ADB President announces $10 Billion plan for India’s Urban Transformation
NEW DELHI : Asian Development Bank (ADB) President Masato Kanda announced a 5-year initiative aimed at transforming urban infrastructure across India, directing up to $10 billion, including third-party capital, into urban transformation including metro extensions, new regional rapid transit system (RRTS) corridors, and urban infrastructure and services.
“Cities are engines of growth,” Mr. Kanda said after meeting Prime Minister of India Shri Narendra Modi. “ADB will mobilize capital, accelerate delivery, and scale solutions that keep India’s urban economy moving and people thriving on the road to Viksit Bharat @ 2047.”
The plan includes sovereign loans, private sector financing, and third-party capital. The initiative is anchored by India’s flagship Urban Challenge Fund (UCF), which ADB is supporting to attract private investment for urban infrastructure. Completed analytical work on growth hubs, creative city redevelopment, and water and sanitation upgrades in 100 cities across India is laying the groundwork for the UCF. ADB is also committing $3 million in technical assistance to design bankable projects and strengthen the capacity of states and urban local bodies.
India’s towns and cities are projected to house more than 40% of the population by 2030. ADB has already worked with more than 110 cities across 22 states on water supply, sanitation, housing, and solid-waste management projects, and the active urban portfolio totals 27 loans worth $5.15 billion. On urban transport, over the past decade, ADB has committed $4 billion for metro projects and RRTS covering 300 kilometers in eight cities, including the Delhi–Meerut RRTS, Mumbai Metro, Nagpur Metro, Chennai Metro, and Bengaluru Metro, cutting congestion and emissions while widening access for vulnerable populations, including people with disabilities.
ADB will also invest in skills development through the National Industrial Training Institute Upgradation Program to boost the manufacturing sector, catalyze private sector growth, and create quality jobs, especially for India’s youth.
During his visit, Mr. Kanda also met Finance Minister Smt Nirmala Sitharaman to discuss expanding metro networks including transit-oriented development (TOD), supporting rural prosperity, scaling rooftop-solar capacities, and operationalizing the UCF. In addition, he met Housing and Urban Affairs Minister Manohar Lal to map next steps for channeling private capital into urban projects, replicating ADB-backed urban transport successes on new corridors, and creating TOD opportunities.
Mr. Kanda visited the ADB-supported Delhi–Meerut RRTS corridor, India’s first RRTS, and spoke with women whose livelihoods have improved through project-linked training. In Gurugram, he visited the renewable-energy company ReNew to discuss stronger collaboration in renewable energy, followed by a roundtable with chief executives from infrastructure, finance, agriculture, and social sector firms. In that meeting, he emphasized that India’s private sector can provide the scale and dynamism needed to drive India’s growth.
Under ADB’s country partnership strategy for India, 2023–2027, it stands ready to provide more than $5 billion in financing each year, including about $1 billion in non sovereign operations to catalyze additional private investment.
ADB began operations in India in 1986. As of April 2025, it had committed $59.5 billion in sovereign lending and $9.1 billion in non sovereign investments. The active sovereign portfolio comprises 81 loans totaling $16.5 billion as of April 2025.
ADB is a leading multilateral development bank supporting inclusive, resilient, and sustainable growth across Asia and the Pacific. Working with its members and partners to solve complex challenges together, ADB harnesses innovative financial tools and strategic partnerships to transform lives, build quality infrastructure, and safeguard our planet. Founded in 1966, ADB is owned by 69 members—50 from the region.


• _Work to be completed_: Among the entries below, find each line with "news" and show it.

[Opening Records for the exercise section]

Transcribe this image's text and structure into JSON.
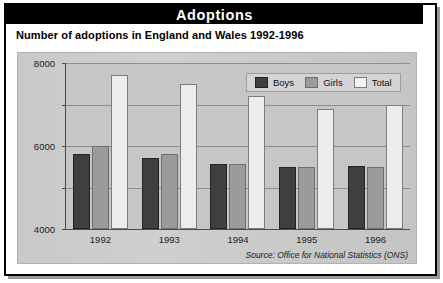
{
  "header": {
    "title": "Adoptions",
    "subtitle": "Number of adoptions in England and Wales 1992-1996"
  },
  "source_note": "Source: Office for National Statistics (ONS)",
  "colors": {
    "title_bar_bg": "#000000",
    "title_bar_text": "#ffffff",
    "panel_bg": "#c6c6c6",
    "boys": "#3f3f3f",
    "girls": "#9b9b9b",
    "total": "#ececec",
    "gridline": "#8e8e8e",
    "axis": "#4a4a4a"
  },
  "chart_data": {
    "type": "bar",
    "title": "Number of adoptions in England and Wales 1992-1996",
    "xlabel": "",
    "ylabel": "",
    "categories": [
      "1992",
      "1993",
      "1994",
      "1995",
      "1996"
    ],
    "series": [
      {
        "name": "Boys",
        "color": "#3f3f3f",
        "values": [
          3600,
          3400,
          3150,
          3000,
          3050
        ]
      },
      {
        "name": "Girls",
        "color": "#9b9b9b",
        "values": [
          4000,
          3600,
          3150,
          3000,
          3000
        ]
      },
      {
        "name": "Total",
        "color": "#ececec",
        "values": [
          7400,
          7000,
          6400,
          5800,
          6000
        ]
      }
    ],
    "ylim": [
      0,
      8000
    ],
    "yticks": [
      0,
      2000,
      4000,
      6000,
      8000
    ],
    "ytick_labels": [
      "0",
      "2000",
      "4000",
      "6000",
      "8000"
    ],
    "grid": true,
    "legend_position": "top-right",
    "legend_entries": [
      "Boys",
      "Girls",
      "Total"
    ]
  }
}
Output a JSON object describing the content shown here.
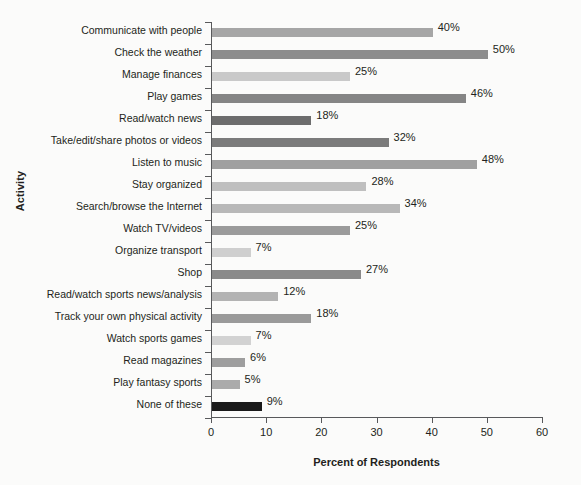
{
  "chart_data": {
    "type": "bar",
    "orientation": "horizontal",
    "title": "",
    "xlabel": "Percent of Respondents",
    "ylabel": "Activity",
    "xlim": [
      0,
      60
    ],
    "xticks": [
      0,
      10,
      20,
      30,
      40,
      50,
      60
    ],
    "grid": false,
    "legend": null,
    "value_suffix": "%",
    "categories": [
      "Communicate with people",
      "Check the weather",
      "Manage finances",
      "Play games",
      "Read/watch news",
      "Take/edit/share photos or videos",
      "Listen to music",
      "Stay organized",
      "Search/browse the Internet",
      "Watch TV/videos",
      "Organize transport",
      "Shop",
      "Read/watch sports news/analysis",
      "Track your own physical activity",
      "Watch sports games",
      "Read magazines",
      "Play fantasy sports",
      "None of these"
    ],
    "values": [
      40,
      50,
      25,
      46,
      18,
      32,
      48,
      28,
      34,
      25,
      7,
      27,
      12,
      18,
      7,
      6,
      5,
      9
    ],
    "value_labels": [
      "40%",
      "50%",
      "25%",
      "46%",
      "18%",
      "32%",
      "48%",
      "28%",
      "34%",
      "25%",
      "7%",
      "27%",
      "12%",
      "18%",
      "7%",
      "6%",
      "5%",
      "9%"
    ],
    "bar_colors": [
      "#a6a6a6",
      "#8d8d8d",
      "#c9c9c9",
      "#858585",
      "#6d6d6d",
      "#7b7b7b",
      "#a0a0a0",
      "#bfbfbf",
      "#b8b8b8",
      "#9b9b9b",
      "#cfcfcf",
      "#8a8a8a",
      "#b3b3b3",
      "#9a9a9a",
      "#d2d2d2",
      "#9e9e9e",
      "#ababab",
      "#1a1a1a"
    ]
  },
  "colors": {
    "background": "#fbfbfa",
    "axis": "#58595b",
    "text": "#231f20"
  }
}
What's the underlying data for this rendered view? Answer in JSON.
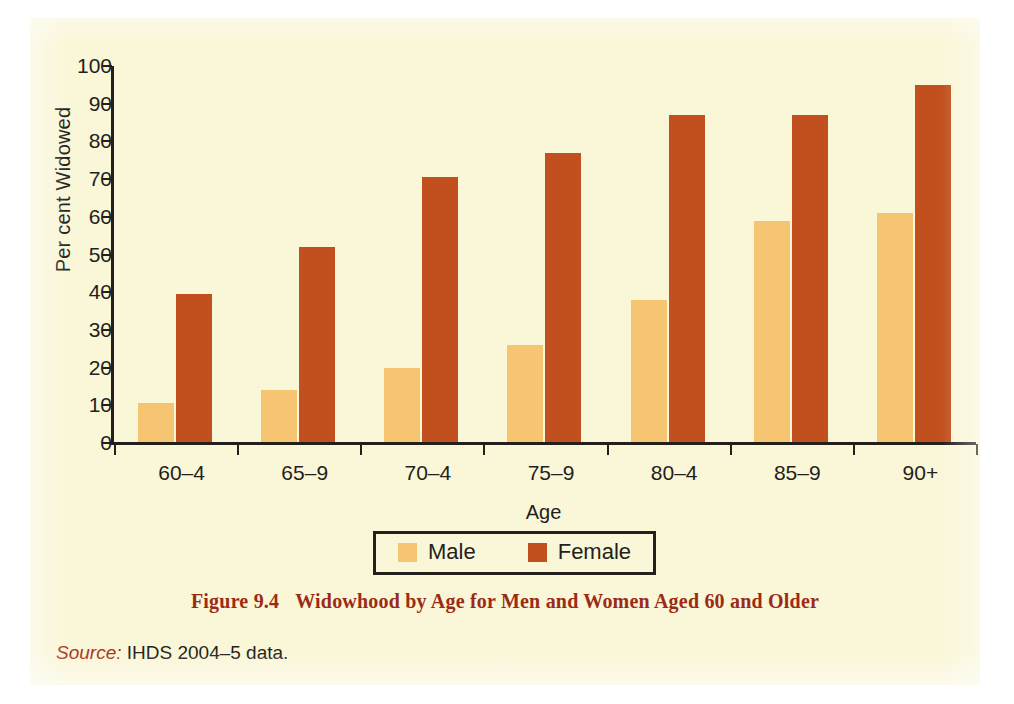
{
  "figure": {
    "caption_number": "Figure 9.4",
    "caption_text": "Widowhood by Age for Men and Women Aged 60 and Older",
    "source_label": "Source:",
    "source_text": "IHDS 2004–5 data."
  },
  "colors": {
    "page_background": "#faf6d8",
    "male": "#f6c571",
    "female": "#c2501f",
    "axis": "#231f1a",
    "caption": "#9c2b16",
    "source_label": "#a8321b"
  },
  "legend": {
    "items": [
      {
        "label": "Male",
        "color": "#f6c571"
      },
      {
        "label": "Female",
        "color": "#c2501f"
      }
    ]
  },
  "chart_data": {
    "type": "bar",
    "title": "Widowhood by Age for Men and Women Aged 60 and Older",
    "subtitle": "",
    "xlabel": "Age",
    "ylabel": "Per cent Widowed",
    "categories": [
      "60–4",
      "65–9",
      "70–4",
      "75–9",
      "80–4",
      "85–9",
      "90+"
    ],
    "series": [
      {
        "name": "Male",
        "color": "#f6c571",
        "values": [
          10.5,
          14,
          20,
          26,
          38,
          59,
          61
        ]
      },
      {
        "name": "Female",
        "color": "#c2501f",
        "values": [
          39.5,
          52,
          70.5,
          77,
          87,
          87,
          95
        ]
      }
    ],
    "ylim": [
      0,
      100
    ],
    "ytick_step": 10,
    "yticks": [
      0,
      10,
      20,
      30,
      40,
      50,
      60,
      70,
      80,
      90,
      100
    ],
    "ytick_labels": [
      "0",
      "10",
      "20",
      "30",
      "40",
      "50",
      "60",
      "70",
      "80",
      "90",
      "100"
    ],
    "grid": false,
    "legend_position": "bottom-center",
    "grouped": true
  }
}
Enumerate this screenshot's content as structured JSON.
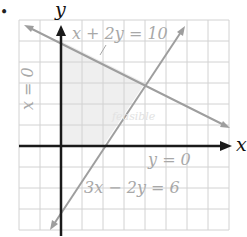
{
  "figure": {
    "bullet": "•",
    "axes": {
      "x_label": "x",
      "y_label": "y"
    },
    "lines": [
      {
        "id": "line1",
        "equation": "x + 2y = 10",
        "color": "#a9a9a9"
      },
      {
        "id": "line2",
        "equation": "3x − 2y = 6",
        "color": "#a9a9a9"
      },
      {
        "id": "line3",
        "equation": "x = 0"
      },
      {
        "id": "line4",
        "equation": "y = 0"
      }
    ],
    "region_label": "feasible",
    "colors": {
      "grid": "#cfcfcf",
      "axis": "#1a1a1a",
      "constraint_line": "#a0a0a0",
      "label": "#a8a8a8",
      "shade": "#ececec"
    },
    "grid": {
      "x_min": -2,
      "x_max": 8,
      "y_min": -4,
      "y_max": 6
    }
  }
}
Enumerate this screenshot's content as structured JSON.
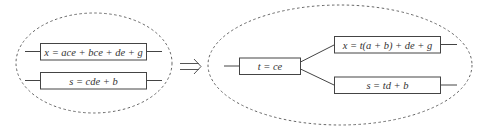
{
  "diagram": {
    "before": {
      "boxes": [
        {
          "label": "x = ace + bce + de + g"
        },
        {
          "label": "s = cde + b"
        }
      ]
    },
    "arrow": {
      "symbol": "⇒",
      "meaning": "transforms-to"
    },
    "after": {
      "factor_box": {
        "label": "t = ce"
      },
      "boxes": [
        {
          "label": "x = t(a + b) + de + g"
        },
        {
          "label": "s = td + b"
        }
      ]
    },
    "colors": {
      "stroke": "#444444",
      "dashed": "#666666",
      "background": "#ffffff"
    }
  }
}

[Closing Records for the exercise section]

• _Written solution_:
      "Read/watch news",
      "Read/watch sports news/analysis",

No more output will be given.